The task: Take the records below from their first line to the line with "The width and", and restate those lines word for word.

(Stored records)
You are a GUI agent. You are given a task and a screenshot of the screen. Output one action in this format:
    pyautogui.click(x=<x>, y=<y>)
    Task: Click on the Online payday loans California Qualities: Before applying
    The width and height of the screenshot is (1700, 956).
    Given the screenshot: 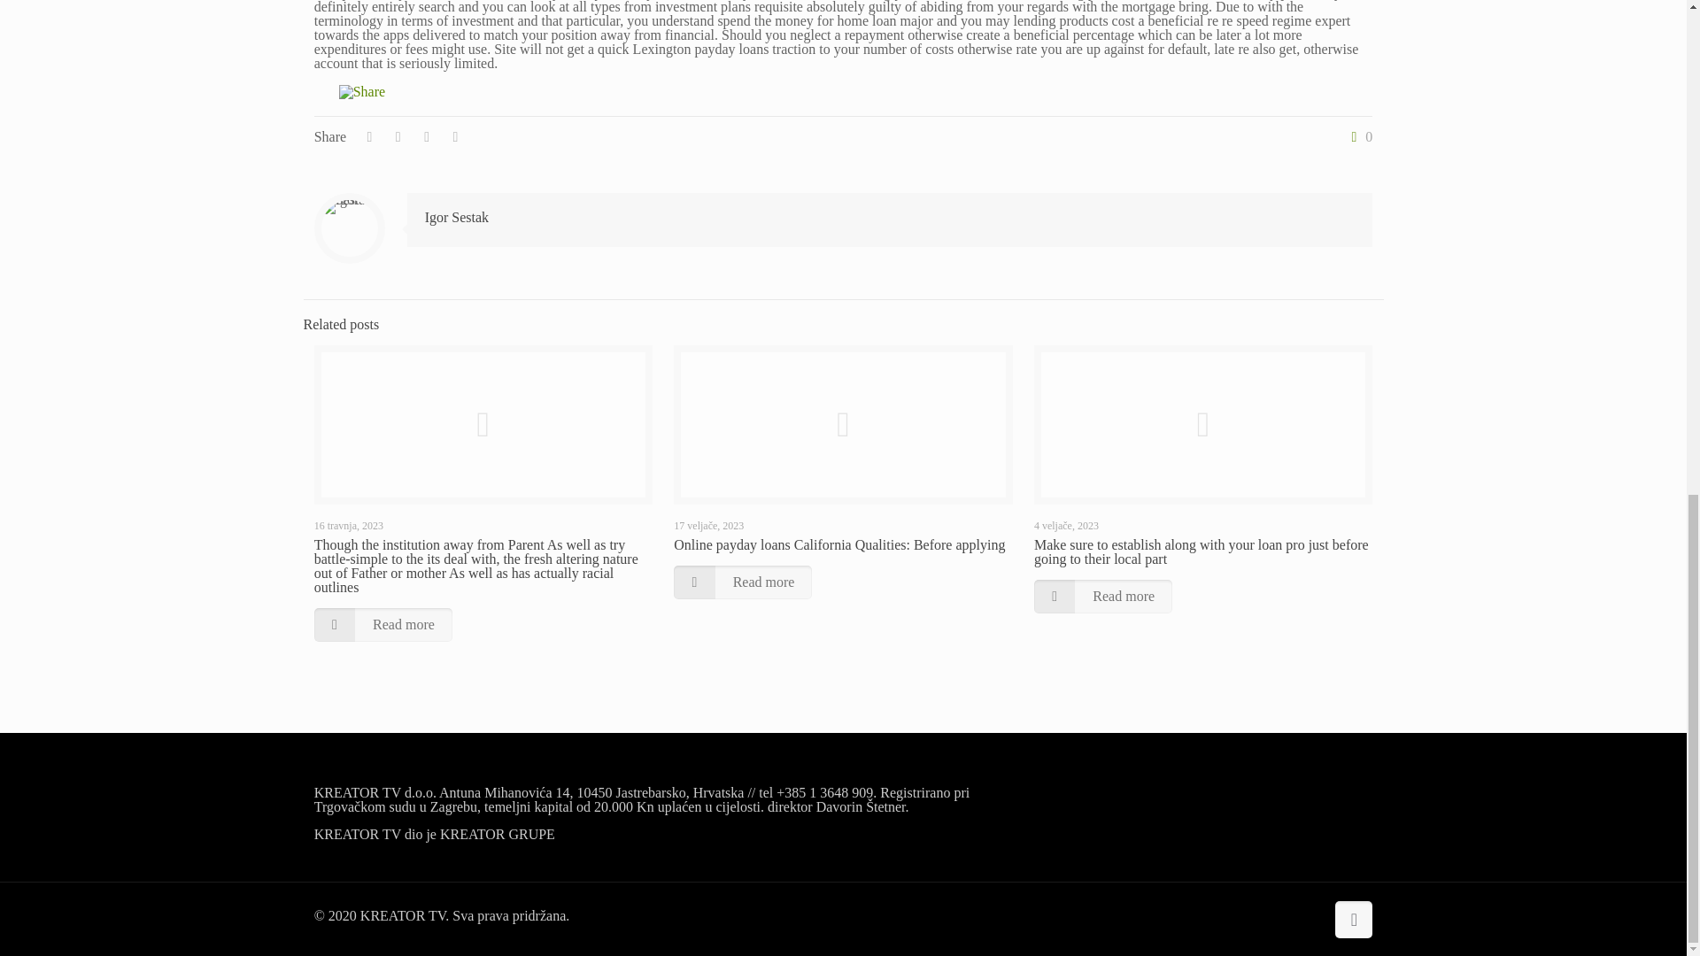 What is the action you would take?
    pyautogui.click(x=839, y=545)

Task result:
You are a GUI agent. You are given a task and a screenshot of the screen. Output one action in this format:
    pyautogui.click(x=<x>, y=<y>)
    Task: Click on the Online payday loans California Qualities: Before applying
    The width and height of the screenshot is (1700, 956).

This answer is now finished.